[ODE] ODE GUI Editor #3...

Anselm Hook anselm at hook.org
Thu Feb 26 13:13:42 MST 2004


I'd suggest RDF/XML as a text based description of ODE objects.

Here's my thinking:

1) A text format is a must for any mature domain.  I see this as a tension
between "Quality" and "Velocity".  Ascii helps improve the velocity of
development - even if it is physically slower to load up on any given run.
Velocity means things like faster and easier auditing, tweaking and
noodling, eliminating toolchain bottlenecks where only specialized tools
and specialized knowledge can peer into the system.  Quality is almost
irrelevant when compared to velocity - because velocity means you get to
cross the finish line first and get to interate more times.

The goal of a project pipeline is to make all development "transparent".
It is easy to fix problems when they are visible... and ascii text helps
make problems visible to artists, engineers, production management,
executive...  an artist doesn't have to get the engineers over quite as
often...

For example: In Lord of the Rings for EA we widened the participant circle
by using xml; it was slower than the binary format we had been using and
everybody bitched ad nauseum but at the end of the day EA was still able
to bring in far more many eyeballs than a binary format ever could have
done.  It turned the project around - playing a strong role in making it a
hit.  Artists would peek "behind the curtain" at the text files
occasionally to see if they could see why a property was wrong - and in
many ways the friction of development was reduced - at some speed and
performance penalty during build iteration cycles admittedly... but for a
massive overall net acceleration over the team.

2) Beyond the goal of being ascii the format should also be something that
is already fairly popular.  like it or not xml is that format.  there
really is no choice here.

3) The format should be formally defined in a schema.  XML does this very
poorly.  On LOTR it took us months to build appropriate reflection on the
'type system' itself and this is now avoidable with the RDF/XML grammer.

4) RDF/XML may be worth considering now.

RDF/XML is a notation for describing objects in XML.  It looks much like
the kind of vanilla XML one might invent but has a formalism behind it.

In RDF you can describe the schema or legal properties of any given object
- and RDF authoring tools let you only create legal relationships: "a
joint may only have two physics bodies" for example.  The schema
definition is in the same language as RDF itself - so there is less
conceptual context switch when dealing with abstractions versus instances.

RDF is the basis of the semantic web.  Typically RDF objects are
"grounded" with URLS.  That means that with RDF one could not only
describe physics, but also geometry, the participants in the project, the
company processes, and the organization overall.  One could declare a
simple physics based robot and then decorate that robot with information
about the author, the deliverable date, the dependencies, required artwork
and suchlike...  defining not just individual pieces of projects but their
relationships.  Tools could then generate visualizations of what parts of
a project were redlining and needed more help...  thats just one example
of where a good robust grammer can take you.

Also RDF allows users to 'blend namespaces' together.  What this means is
that there is room for new expressiveness without breaking legacy loaders.
A failure of VRML was the grammer bottleneck - the brittleness of the
grammer and how much people had to fight to get their ideas into "the
standard".  RDF doesn't suffer from that problem.

While at ETECH last month the suggestion was going around (from danbri @
w3c) to do something like this - to define an rdf3d - not dissimilar from
rdfgeom2d.  What would make this an amazing opportunity is that VRML/X3D
largely failed to describe a model of the world; being fixated on style
over substance - there is a hole here still.  An rdf3d physics model would
probably be more successful than VRML and might help us all start to get
our digital puppets and robots out of their isolated cages and playing
with each other.

RDF is something worth googling - usually people find reasons why
something is bad if somebody else tells them it is good - so it is best to
go and form your own fresh opinions.  But I'm personally interested in
doing an rdf3d when I'm done my current project and it would be nice to do
this as a group collaboration - possibly getting commercial development
houses involved in helping define and fill out the standard - creating
something that helped capture and reflect the domain knowledge that the
simulations and games development community has.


Directions for this task:
Give back the records in their entirety, exactly.

*** Opening Supplied data ***

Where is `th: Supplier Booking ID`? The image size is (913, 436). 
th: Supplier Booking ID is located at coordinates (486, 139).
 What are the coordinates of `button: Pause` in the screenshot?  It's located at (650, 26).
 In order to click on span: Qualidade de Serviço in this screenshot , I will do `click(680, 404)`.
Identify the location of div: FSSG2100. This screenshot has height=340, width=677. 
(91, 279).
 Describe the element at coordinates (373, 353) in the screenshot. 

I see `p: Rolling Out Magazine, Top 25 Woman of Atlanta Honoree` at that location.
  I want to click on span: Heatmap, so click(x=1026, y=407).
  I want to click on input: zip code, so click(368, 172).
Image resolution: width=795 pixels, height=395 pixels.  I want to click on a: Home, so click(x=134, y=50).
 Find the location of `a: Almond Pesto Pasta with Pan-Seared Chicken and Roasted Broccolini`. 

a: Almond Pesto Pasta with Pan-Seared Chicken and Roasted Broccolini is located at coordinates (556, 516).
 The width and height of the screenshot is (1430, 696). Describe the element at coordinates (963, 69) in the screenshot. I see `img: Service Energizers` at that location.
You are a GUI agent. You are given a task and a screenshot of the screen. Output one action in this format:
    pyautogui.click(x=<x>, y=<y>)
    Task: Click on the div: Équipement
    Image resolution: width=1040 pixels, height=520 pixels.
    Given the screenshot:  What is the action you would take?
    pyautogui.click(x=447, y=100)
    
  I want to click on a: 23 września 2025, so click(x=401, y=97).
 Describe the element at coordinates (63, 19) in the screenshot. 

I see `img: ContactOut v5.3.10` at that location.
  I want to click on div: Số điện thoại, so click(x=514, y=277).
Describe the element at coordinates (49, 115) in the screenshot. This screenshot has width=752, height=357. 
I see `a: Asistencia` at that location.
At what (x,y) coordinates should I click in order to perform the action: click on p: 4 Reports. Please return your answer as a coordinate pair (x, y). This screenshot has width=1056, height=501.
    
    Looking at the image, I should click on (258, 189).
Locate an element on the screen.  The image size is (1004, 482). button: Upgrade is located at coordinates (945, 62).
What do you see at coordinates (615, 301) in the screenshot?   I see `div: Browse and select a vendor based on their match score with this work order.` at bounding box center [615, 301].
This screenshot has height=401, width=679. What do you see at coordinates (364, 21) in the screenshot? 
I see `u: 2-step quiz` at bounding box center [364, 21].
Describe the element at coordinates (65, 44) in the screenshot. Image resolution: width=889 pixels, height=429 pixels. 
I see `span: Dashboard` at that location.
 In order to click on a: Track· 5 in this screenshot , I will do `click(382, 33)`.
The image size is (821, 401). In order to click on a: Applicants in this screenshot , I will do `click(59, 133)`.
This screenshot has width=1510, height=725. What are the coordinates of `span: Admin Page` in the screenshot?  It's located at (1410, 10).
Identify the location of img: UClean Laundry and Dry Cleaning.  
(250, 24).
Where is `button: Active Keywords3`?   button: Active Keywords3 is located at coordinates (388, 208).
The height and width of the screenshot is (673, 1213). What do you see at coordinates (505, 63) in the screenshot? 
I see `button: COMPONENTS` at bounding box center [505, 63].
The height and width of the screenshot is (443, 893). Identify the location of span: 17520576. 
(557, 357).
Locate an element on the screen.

*** Closing Supplied data ***

Answer below:
Where is `th: Supplier Booking ID`? The image size is (913, 436). 
th: Supplier Booking ID is located at coordinates (486, 139).
 What are the coordinates of `button: Pause` in the screenshot?  It's located at (650, 26).
 In order to click on span: Qualidade de Serviço in this screenshot , I will do `click(680, 404)`.
Identify the location of div: FSSG2100. This screenshot has height=340, width=677. 
(91, 279).
 Describe the element at coordinates (373, 353) in the screenshot. 

I see `p: Rolling Out Magazine, Top 25 Woman of Atlanta Honoree` at that location.
  I want to click on span: Heatmap, so click(x=1026, y=407).
  I want to click on input: zip code, so click(368, 172).
Image resolution: width=795 pixels, height=395 pixels.  I want to click on a: Home, so click(x=134, y=50).
 Find the location of `a: Almond Pesto Pasta with Pan-Seared Chicken and Roasted Broccolini`. 

a: Almond Pesto Pasta with Pan-Seared Chicken and Roasted Broccolini is located at coordinates (556, 516).
 The width and height of the screenshot is (1430, 696). Describe the element at coordinates (963, 69) in the screenshot. I see `img: Service Energizers` at that location.
You are a GUI agent. You are given a task and a screenshot of the screen. Output one action in this format:
    pyautogui.click(x=<x>, y=<y>)
    Task: Click on the div: Équipement
    Image resolution: width=1040 pixels, height=520 pixels.
    Given the screenshot:  What is the action you would take?
    pyautogui.click(x=447, y=100)
    
  I want to click on a: 23 września 2025, so click(x=401, y=97).
 Describe the element at coordinates (63, 19) in the screenshot. 

I see `img: ContactOut v5.3.10` at that location.
  I want to click on div: Số điện thoại, so click(x=514, y=277).
Describe the element at coordinates (49, 115) in the screenshot. This screenshot has width=752, height=357. 
I see `a: Asistencia` at that location.
At what (x,y) coordinates should I click in order to perform the action: click on p: 4 Reports. Please return your answer as a coordinate pair (x, y). This screenshot has width=1056, height=501.
    
    Looking at the image, I should click on (258, 189).
Locate an element on the screen.  The image size is (1004, 482). button: Upgrade is located at coordinates (945, 62).
What do you see at coordinates (615, 301) in the screenshot?   I see `div: Browse and select a vendor based on their match score with this work order.` at bounding box center [615, 301].
This screenshot has height=401, width=679. What do you see at coordinates (364, 21) in the screenshot? 
I see `u: 2-step quiz` at bounding box center [364, 21].
Describe the element at coordinates (65, 44) in the screenshot. Image resolution: width=889 pixels, height=429 pixels. 
I see `span: Dashboard` at that location.
 In order to click on a: Track· 5 in this screenshot , I will do `click(382, 33)`.
The image size is (821, 401). In order to click on a: Applicants in this screenshot , I will do `click(59, 133)`.
This screenshot has width=1510, height=725. What are the coordinates of `span: Admin Page` in the screenshot?  It's located at (1410, 10).
Identify the location of img: UClean Laundry and Dry Cleaning.  
(250, 24).
Where is `button: Active Keywords3`?   button: Active Keywords3 is located at coordinates (388, 208).
The height and width of the screenshot is (673, 1213). What do you see at coordinates (505, 63) in the screenshot? 
I see `button: COMPONENTS` at bounding box center [505, 63].
The height and width of the screenshot is (443, 893). Identify the location of span: 17520576. 
(557, 357).
Locate an element on the screen.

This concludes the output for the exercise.